I am trying to broadcast data but the output is udp send failed. I chose a random port 33333. What's wrong with my code?
int main()
{
struct sockaddr_in udpaddr = { sin_family : AF_INET };
int xudpsock_fd,sock,len = 0,ret = 0,optVal = 0;
char buffer[255];
char szSocket[64];
memset(buffer,0x00,sizeof(buffer));
memset(&udpaddr,0,sizeof(udpaddr));
udpaddr.sin_addr.s_addr = INADDR_BROADCAST;
udpaddr.sin_port = htons(33333);
xudpsock_fd = socket(PF_INET,SOCK_DGRAM,IPPROTO_UDP);
optVal = 1;
ret = setsockopt(xudpsock_fd,SOL_SOCKET,SO_BROADCAST,(char*)&optVal,sizeof(optVal));
strcpy(buffer,"this is a test msg");
len = sizeof(buffer);
ret = sendto(xudpsock_fd,buffer,len,0,(struct sockaddr*)&udpaddr,sizeof(udpaddr));
if (ret == -1)
printf("udp send failed\n");
else
printf("udp send succeed\n");
return (0);
}
One problem is that the address family you are trying to send to is zero (AF_UNSPEC). Although you initialize the family to AF_INET at the top of the function, you later zero it out with memset.
On the system I tested with, the send actually works anyway for some strange reason despite the invalid address family, but you should definitely try fixing that first.
You probably had a problem with your default route (eg, you didn't have one). sendto needs to pick an interface to send the packet on, but the destination address was probably outside the Destination/Genmask for each defined interface (see the 'route' command-line tool).
The default route catches this type of packet and sends it through an interface despite this mismatch.
Setting the destination to 127.255.255.255 will usually cause the packet to be sent through the loopback interface (127.0.0.1), meaning it will be able to be read by applications that (in this case) are run on the local machine.

Why code shows "Error 354 (net::ERR_CONTENT_LENGTH_MISMATCH): The server unexpectedly closed the connection."

I am building my HTTP WEB SERVER in JAVA.
If client request any file and that file is on that place in server, then server gives that file to client. I also made this code, and it works fine.
The part of code, that shows above functionality,
File targ = [CONTAINS ONE FILE]
PrintStream ps;
InputStream is = new FileInputStream(targ.getAbsolutePath());
while ((n = is.read(buf)) > 0) {
System.out.println(n);
ps.write(buf, 0, n);
}
But now to make my code optimized, I replace this code with below code,
InputStream is = null;
BufferedReader reader = null;
String output = null;
is = new FileInputStream(targ.getAbsolutePath());
reader = new BufferedReader(new InputStreamReader(is));
while( (output = reader.readLine()) != null) {
System.out.println("new line");
//System.out.println(output);
ps.print(output);
}
But it sometimes shows one error Why code shows "Error 354 (net::ERR_CONTENT_LENGTH_MISMATCH): The server unexpectedly closed the connection.". I didn't understand, why it shows this error.

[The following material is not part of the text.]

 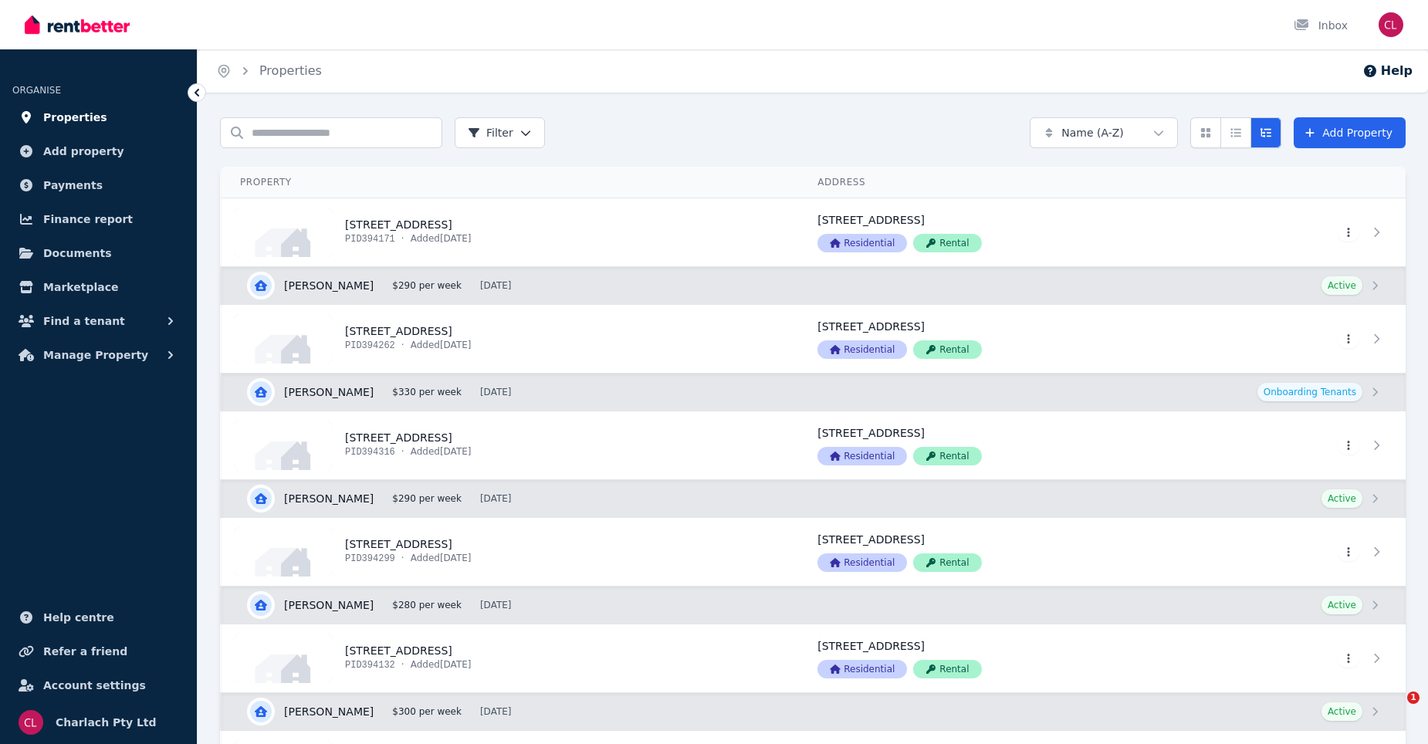 What do you see at coordinates (77, 25) in the screenshot?
I see `img: RentBetter` at bounding box center [77, 25].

This error is very weird, because server shows 200 code, that means, that file is there.
Help me please.
Edit no. 1
char[] buffer = new char[1024*16];
int k = reader.read(buffer);
System.out.println("size : " + k);
do {
System.out.println("\tsize is : " + k);
//System.out.println(output);
ps.println(buffer);
}while( (k = reader.read(buffer)) != -1 );
This prints all the file, but for bigger files, it shows unreadable characters.
It shows below output (Snapshot of client browser)
You do output = reader.readLine() to get the data, which omits the newline characters. Then you ps.print(output), so the newline characters are not sent to the client.
Say you read this
Hello\r\n
World\r\n
Then you send this:
Content-length: 14
HelloWorld
And then close the connection, confusing the browser as it still was waiting for the other 4 bytes.
I guess you'll have to use ps.println(output).
You would have seen this if you were monitoring the network traffic, which can prove quite useful when writing or debugging a server that is supposed to communicate using the network.
Anyway this will cause trouble if the newlines of the file and the system have a mismatch (\n vs \r\n). Say you have this file:
Hello\r\n
World\r\n
Its length is 14 bytes. However when your system treats a newline when printing as \n, your code with println() will print this:
Hello\n
World\n
Which is 12 bytes, not 14. You better just print what you read.